Many decades ago, the politicians and regulators administering the British colony of Hong Kong had the courage and sense to enact the Moneylenders Ordinance, which made and still makes it a criminal offence to charge an effective rate of interest of more than 60 per cent, and determined that any rate above 48 per cent is prima facie extortionate.

An obvious law to address the excesses of an industry and protect its victims. The failure to introduce such a law in the UK in 2013 leads one to yet again ask the question as to whatever happened to the notion of responsible capitalism.

Nick Eastwell, London SE 10

Boots pays its taxes

Simon English’s Outlook piece (30 May) gives the misleading impression that Alliance Boots pays £2m tax on £2bn profit.

Last year we paid £114m tax, of which £64m was paid in UK corporation tax, more than double the previous year. This is even though more than half of our revenue is now generated in countries other than the UK.

Alliance Boots is fully committed to the UK, where we have a large retail pharmacy presence, a pharmaceutical wholesaling business and manufacturing operations. We employ around 70,000 people. In addition to paying corporation, employment, property and sales taxes in the UK, we have contributed over £1bn to our pension funds (which receives tax relief).

Yves Romestan , Director of Group Communications, Alliance Boots, London EC2

Driving round the bend

Your review of the Fiesta ST (30 May) is worthy of comment. You may think you have covered yourselves by advising that it is driven within the speed limit, but you are certainly advocating that it can be driven in a dangerous, irresponsible and reckless manner by suggesting that driving it at high “legal speeds down a bendy B-road” is OK.

This sort of macho review, straight from the Jeremy Clarkson school of motoring, has no place in The Independent.
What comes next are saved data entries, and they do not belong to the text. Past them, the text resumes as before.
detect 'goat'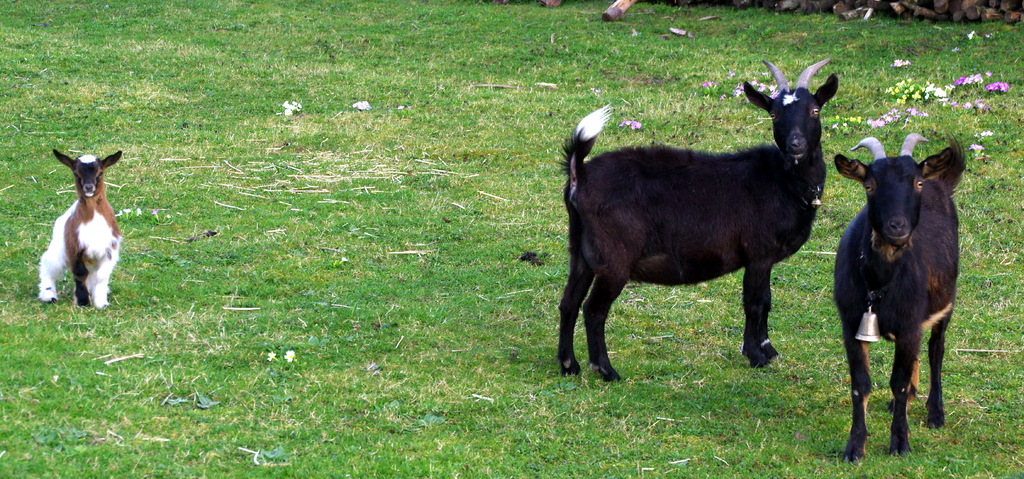
<region>831, 129, 963, 463</region>
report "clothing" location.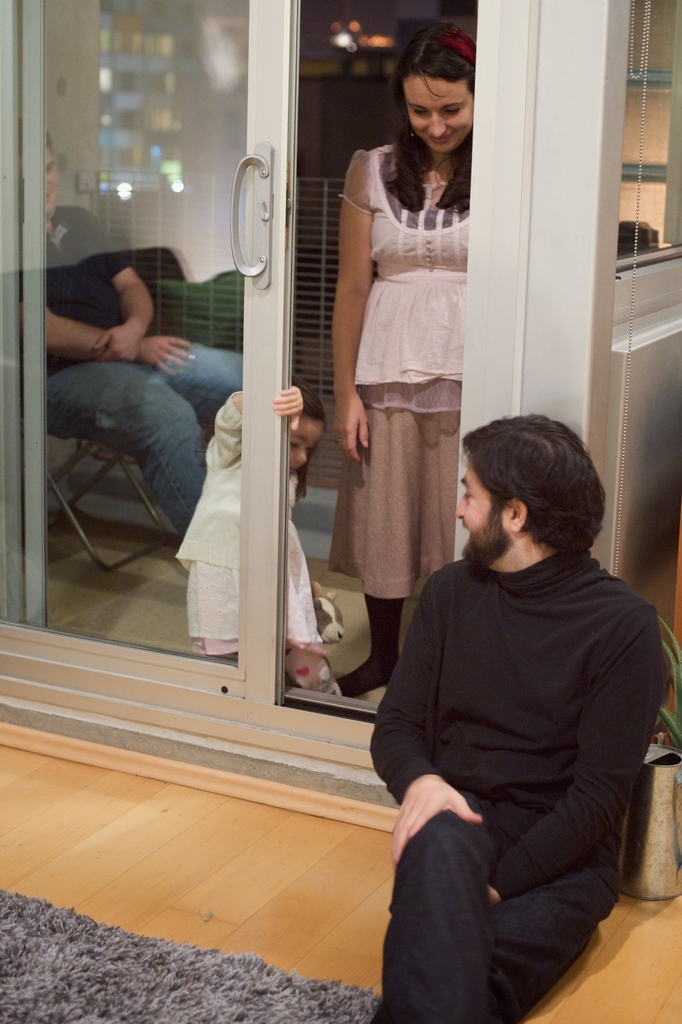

You are just boys who have been given toys to play with.

You may believe that anti-lock brakes and air bags will get you out of trouble, but that will be no consolation to the cyclist or horse rider just around the bend. You should not be encouraging such hooliganism.

Bob Stephens, Bovey Tracey, Devon

Long massacre of our wildlife

Patricia Lloyd (letter, 31 May) may be relieved to know that, contrary to what Michael McCarthy asserts (30 May), the decline in British wildlife began well before the advent of the baby boomers.
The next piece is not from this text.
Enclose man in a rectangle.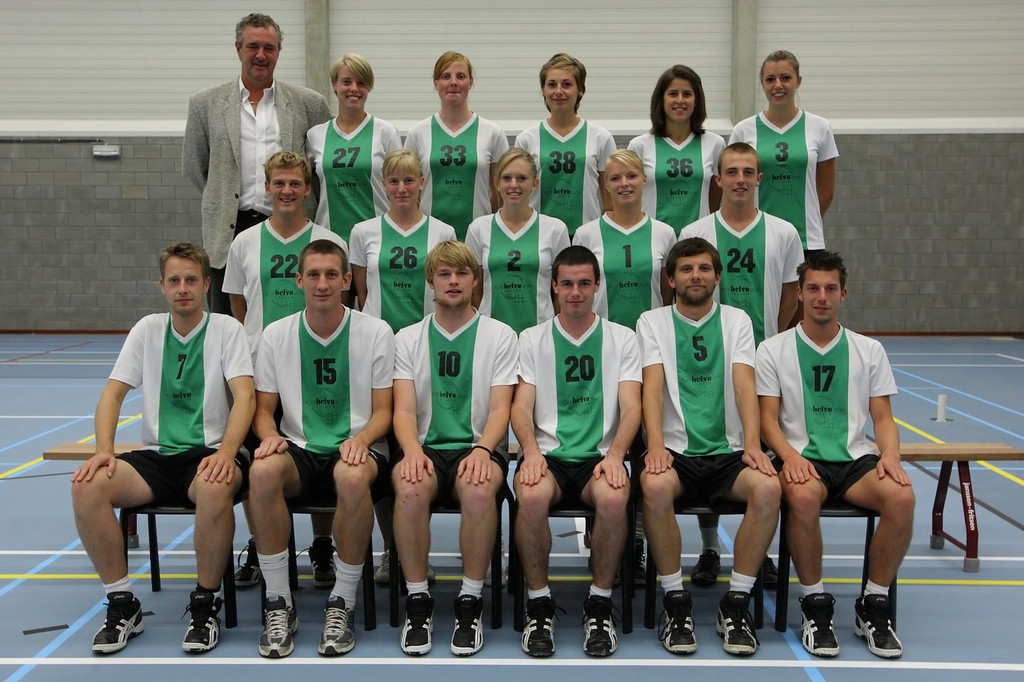
{"left": 66, "top": 244, "right": 254, "bottom": 653}.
The State of Nature report says: “It is well accepted that there were considerable (albeit largely unquantified) declines in the UK’s wildlife prior to the last 50 years, linked to habitat loss.” The loss of British wildlife over the past decades has indeed been dreadful, but invoking the baby boomer myth yet again is misleading and unhelpful. It’s up to all of us to act more responsibly, regardless of our date of birth.

Lesley Riddle, London SW6

Range of opinion

Ben Chu’s article of 30 May told us that the OECD gave its backing to the Coalition’s deficit reduction schedule, that the IMF recommended the UK put its deficit reduction programme on pause, and that the European Commission advised that the Coalition should speed up its cuts to bring down the deficit. I wonder which of these authorities Ed Balls and David Blanchflower will call upon next in support of their critique of Government economic policy.

Nick Collier, London N5

Transported

The correspondence about “actress” and other gendered job titles reminds me that in the 1960s I was working at a girls’ secondary school in Sheffield. The day after Barbara Castle was appointed to be in charge of transport, the head announced in assembly: “Girls, I know that you will be delighted that we have a Ministress of Transport.”

David Battye, Sheffield

Rape is rape

Is it time that men and boys learnt that, as with goods at a self-service shop, just because it’s on display doesn’t mean you can take it? Enough of blaming women for (some) men’s inability to know when to stop (letter, 30 May)

Sue Thomas, Bowness on Windermere, Cumbria

Hateful

Nick Griffin and his supporters paraded outside Parliament on Saturday waving BNP placards proclaiming “HATE PREACHERS OUT”. Has nobody told them about irony? Or hypocrisy?